Nina works as an actress, but she is neither good nor successful. By the play’s end, she feels wretched and confused about herself. She begins referring to herself as “the seagull,” the innocent bird that was shot, killed, stuffed and mounted.

What’s funny?
At the play’s end, despite all of the emotional harm she has received, she loves Trigorin more than ever. Humor is generated from her terrible judge of character. How can she love a man that has stolen her innocence and caused so much pain? We can laugh – not out of amusement – but because we too were once (and perhaps still are) naïve.

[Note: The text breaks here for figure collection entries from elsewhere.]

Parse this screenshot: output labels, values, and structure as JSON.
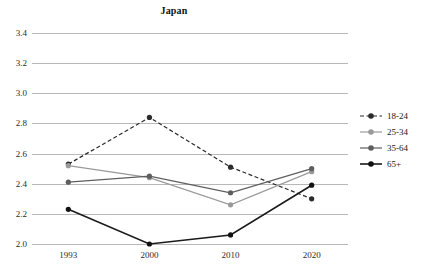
{
  "chart_data": {
    "type": "line",
    "title": "Japan",
    "xlabel": "",
    "ylabel": "",
    "categories": [
      "1993",
      "2000",
      "2010",
      "2020"
    ],
    "x": [
      1993,
      2000,
      2010,
      2020
    ],
    "ylim": [
      2.0,
      3.4
    ],
    "yticks": [
      "2.0",
      "2.2",
      "2.4",
      "2.6",
      "2.8",
      "3.0",
      "3.2",
      "3.4"
    ],
    "ytick_values": [
      2.0,
      2.2,
      2.4,
      2.6,
      2.8,
      3.0,
      3.2,
      3.4
    ],
    "grid": "horizontal",
    "legend_position": "right",
    "series": [
      {
        "name": "18-24",
        "values": [
          2.53,
          2.84,
          2.51,
          2.3
        ],
        "color": "#2b2b2b",
        "line_style": "dashed",
        "line_width": 1.2,
        "marker": "circle",
        "marker_color": "#2b2b2b"
      },
      {
        "name": "25-34",
        "values": [
          2.52,
          2.44,
          2.26,
          2.48
        ],
        "color": "#9a9a9a",
        "line_style": "solid",
        "line_width": 1.2,
        "marker": "circle",
        "marker_color": "#9a9a9a"
      },
      {
        "name": "35-64",
        "values": [
          2.41,
          2.45,
          2.34,
          2.5
        ],
        "color": "#5e5e5e",
        "line_style": "solid",
        "line_width": 1.2,
        "marker": "circle",
        "marker_color": "#5e5e5e"
      },
      {
        "name": "65+",
        "values": [
          2.23,
          2.0,
          2.06,
          2.39
        ],
        "color": "#1a1a1a",
        "line_style": "solid",
        "line_width": 1.6,
        "marker": "circle",
        "marker_color": "#111111"
      }
    ]
  },
  "colors": {
    "background": "#ffffff",
    "gridline": "#b8b8b8",
    "text": "#1a1a1a",
    "series_18_24": "#2b2b2b",
    "series_25_34": "#9a9a9a",
    "series_35_64": "#5e5e5e",
    "series_65_plus": "#111111"
  }
}
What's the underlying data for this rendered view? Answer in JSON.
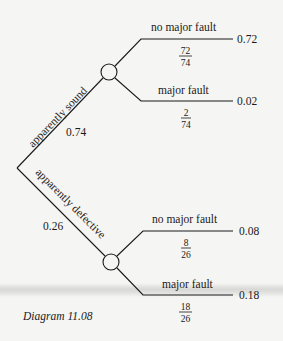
{
  "diagram": {
    "type": "probability-tree",
    "caption": "Diagram 11.08",
    "root": {
      "branches": [
        {
          "label": "apparently sound",
          "probability": "0.74",
          "children": [
            {
              "label": "no major fault",
              "fraction_num": "72",
              "fraction_den": "74",
              "joint": "0.72"
            },
            {
              "label": "major fault",
              "fraction_num": "2",
              "fraction_den": "74",
              "joint": "0.02"
            }
          ]
        },
        {
          "label": "apparently defective",
          "probability": "0.26",
          "children": [
            {
              "label": "no major fault",
              "fraction_num": "8",
              "fraction_den": "26",
              "joint": "0.08"
            },
            {
              "label": "major fault",
              "fraction_num": "18",
              "fraction_den": "26",
              "joint": "0.18"
            }
          ]
        }
      ]
    }
  }
}
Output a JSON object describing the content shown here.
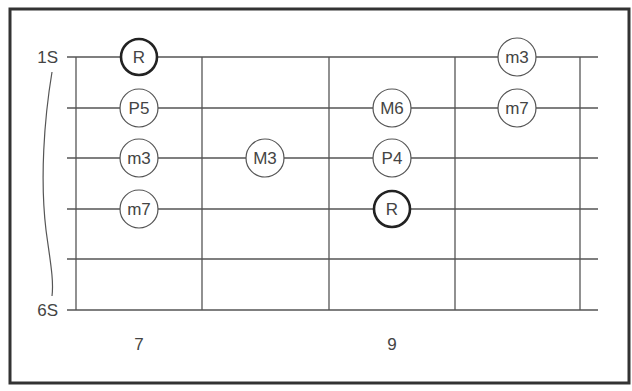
{
  "diagram": {
    "type": "guitar-fretboard-scale",
    "frame": {
      "x": 10,
      "y": 9,
      "w": 619,
      "h": 374,
      "color": "#333333"
    },
    "strings": {
      "count": 6,
      "y": [
        57,
        108,
        158,
        209,
        259,
        310
      ],
      "x_start": 67,
      "x_end": 598,
      "labels": [
        {
          "text": "1S",
          "string": 1
        },
        {
          "text": "6S",
          "string": 6
        }
      ]
    },
    "frets": {
      "x": [
        76,
        202,
        329,
        455,
        580
      ],
      "numbers": [
        {
          "text": "7",
          "x": 139
        },
        {
          "text": "9",
          "x": 392
        }
      ]
    },
    "note_columns_x": [
      139,
      265,
      392,
      517
    ],
    "notes": [
      {
        "label": "R",
        "string": 1,
        "column": 0,
        "root": true
      },
      {
        "label": "P5",
        "string": 2,
        "column": 0,
        "root": false
      },
      {
        "label": "m3",
        "string": 3,
        "column": 0,
        "root": false
      },
      {
        "label": "m7",
        "string": 4,
        "column": 0,
        "root": false
      },
      {
        "label": "M3",
        "string": 3,
        "column": 1,
        "root": false
      },
      {
        "label": "M6",
        "string": 2,
        "column": 2,
        "root": false
      },
      {
        "label": "P4",
        "string": 3,
        "column": 2,
        "root": false
      },
      {
        "label": "R",
        "string": 4,
        "column": 2,
        "root": true
      },
      {
        "label": "m3",
        "string": 1,
        "column": 3,
        "root": false
      },
      {
        "label": "m7",
        "string": 2,
        "column": 3,
        "root": false
      }
    ],
    "colors": {
      "line": "#555555",
      "text": "#444444",
      "root_ring": "#222222"
    }
  }
}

Irina: A famous actress of the Russian stage. She is also the unappreciative mother of Konstantin.

What’s Tragic?
Irina does not understand or support her son’s writing career. Knowing that Konstantin is obsessed with breaking away from traditional drama and literature, she torments her son by quoting Shakespeare.

There are some parallels between Irina and Gertrude, the mother of Shakespeare’s greatest tragic character: Hamlet. Like Gertrude, Irina is in love with a man that her son abhors. Also, like Hamlet’s mother, Irina’s questionable morals provide the foundation of her son’s melancholy.

What’s Funny? Irina’s flaw is one found in many diva characters. She has an enormously inflated ego yet is terribly insecure. Here are some examples that showcase her incongruities:

  • She brags about her steadfast youth and beauty yet begs Trigorin to stay in their relationship despite her old age.

  • She flaunts her success but claims that she has no money to help her distressed son or her ailing brother.

  • She loves her son yet maintains a romantic relationship which she knows tortures Konstantin’s soul.

Irina’s life is filled with contradiction, an essential ingredient in comedy.

Konstantin Treplev: A young, idealistic and often desperate writer who lives in the shadow of his famous mother.

What’s Tragic?
Fraught with emotional problems, Konstatin wants to be loved by Nina and his mother, but instead the female characters turn their affections toward Boris Trigorin.

Tortured by his unrequited love for Nina, and the ill-favored reception of his play, Konstantin shoots a seagull, a symbol of innocence and freedom. Shortly after, he attempts suicide. After Nina leaves for Moscow, Konstantin writes furiously and gradually gains success as an author.

Nevertheless, his approaching fame means little to him. So long as Nina and his mother choose Trigorin, Konstantin can never be content. And so, at the play’s end, he finally succeeds in taking his own life.

What’s Funny?
Because of the violent end of Konstantin’s life, it is difficult to view act four as a finale of a comedy. However, Konstantin can be viewed as a satire of the “new movement” of symbolist writers at the dawn of the twentieth century. Throughout most of the play, Konstantin is passionate about creating new artistic forms and abolishing old ones. However, by the play’s conclusion he decides that forms do not really matter. What is important is to “just keep writing.”

That epiphany sounds somewhat encouraging, yet by the end of act four he tears up his manuscripts and shoots himself. What makes him so miserable? Nina? His art? His mother? Trigorin? A mental disorder? All of the above?

Because his melancholy is so difficult to pin point, the audience may ultimately find Konstantin to be merely a sad fool, a far cry from his more philosophical literary counterpart, Hamlet.

In the last moment of this grim comedy, the audience knows that Konstantin is dead. We do not witness the extreme grief of the mother, or Masha, or Nina or anyone else. Instead, the curtain closes as they play cards, oblivious to tragedy.

Viciously funny stuff, don’t you agree?